Tutorial FFT 2D sequential

In this tutorial, we present how to use fluidfft to perform 2d Fast Fourier Transform in sequential. You will see that it is really very simple.

If you really want performance, first benchmark the different methods for an array shape representative of what you will use and in the machine where the computations will be done. We explain how to do this in the page Benchmarking.

import numpy as np
from fluidfft import get_methods, import_fft_class
print(get_methods(ndim=2, sequential=True))
{'fft2d.with_dask', 'fft2d.with_pyfftw'}

We import a class and instantiate it:

cls = import_fft_class('fft2d.with_pyfftw')
o = cls(16, 48)

Let’s have a look at the attribute of this objects.
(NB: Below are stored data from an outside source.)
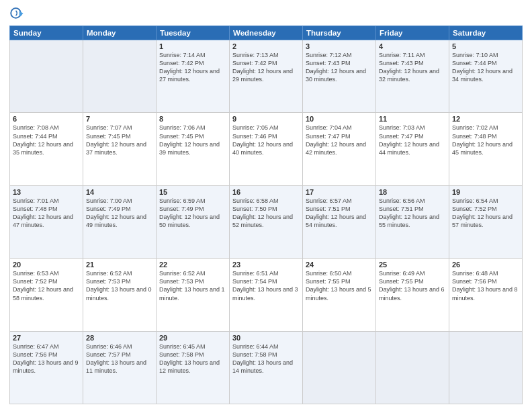  I want to click on logo-icon, so click(17, 14).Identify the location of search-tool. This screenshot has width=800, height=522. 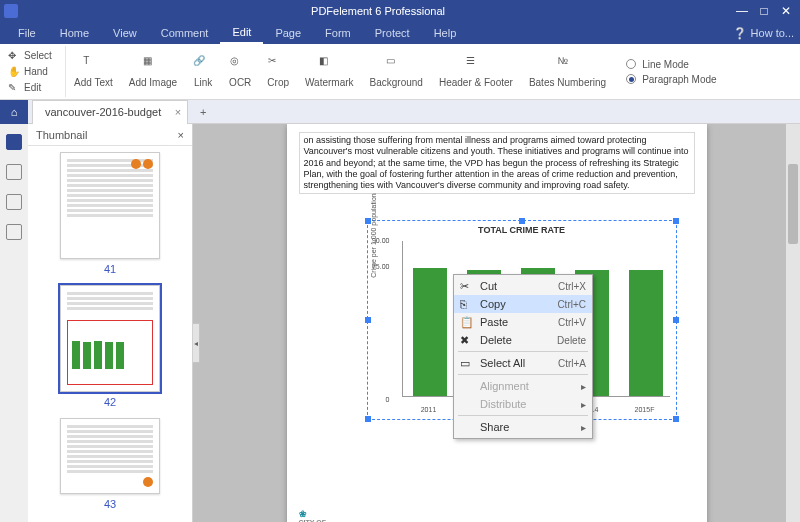
(14, 232).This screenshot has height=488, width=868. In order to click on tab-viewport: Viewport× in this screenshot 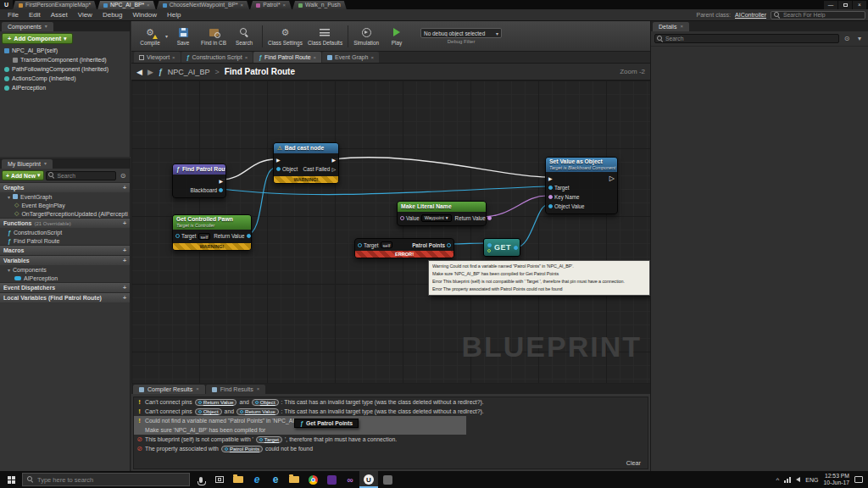, I will do `click(158, 58)`.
They are actually all methods:

print('\n'.join([name for name in dir(o) if not name.startswith('__')]))
_numpy_api
arrayK
arrayX
coef_norm
compute_energy_from_Fourier
compute_energy_from_K
compute_energy_from_X
compute_energy_from_spatial
create_arrayK
create_arrayX
empty_aligned
fft
fft2d
fft_as_arg
fftplan
get_is_transposed
get_k_adim_loc
get_local_size_X
get_seq_indices_first_K
get_seq_indices_first_X
get_shapeK_loc
get_shapeK_seq
get_shapeX_loc
get_shapeX_seq
get_short_name
get_x_adim_loc
ifft
ifft2d
ifft_as_arg
ifft_as_arg_destroy
ifftplan
inv_coef_norm
project_fft_on_realX
run_benchs
run_tests
shapeK
shapeK_loc
shapeK_seq
shapeX
sum_wavenumbers

Let’s run a test and benchmark the fft and ifft functions directly from C++.

print(o.run_tests())
None
t1, t2 = o.run_benchs()
print('t_fft = {} s; t_ifft = {} s'.format(t1, t2))
Internal bench (FFT2DWithPYFFTW)
time fft (FFT2DWithPYFFTW):  0.000014 s
time ifft (FFT2DWithPYFFTW): 0.000009 s
t_fft = 1.3518333435058594e-05 s; t_ifft = 8.559226989746093e-06 s

Let’s understand how the data is stored:

print(o.get_is_transposed())
False

which means that for this class, in Fourier space, the data is not transposed…

Now we can get the non dimensional wavenumber in the first and second dimensions:

k0, k1 = o.get_k_adim_loc()
print('k0:', k0)
print('k1:', k1)
k0: [ 0  1  2  3  4  5  6  7  8 -7 -6 -5 -4 -3 -2 -1]
k1: [ 0  1  2  3  4  5  6  7  8  9 10 11 12 13 14 15 16 17 18 19 20 21 22 23
 24]

and check that the shapes of the array in one process are the same than in sequential (we are in sequential, there is only one process):

assert o.get_shapeX_loc() == o.get_shapeX_seq()
assert o.get_shapeK_loc() == o.get_shapeK_seq()

Now, let’s compute fast Fourier transforms. We first initialize arrays:

a = np.ones(o.get_shapeX_loc())
a_fft = np.empty(o.get_shapeK_loc(), dtype=np.complex128)

If we do not have the array where to put the result we can do:

a_fft = o.fft(a)

If we already have the array where to put the result we can do:

o.fft_as_arg(a, a_fft)

And finally for the inverse Fourier transform:

a = o.ifft(a_fft)
o.ifft_as_arg(a_fft, a)

Let’s mention the existence of the method ifft_as_arg_destroy, which can be slightly faster than ifft_as_arg because it avoids one copy.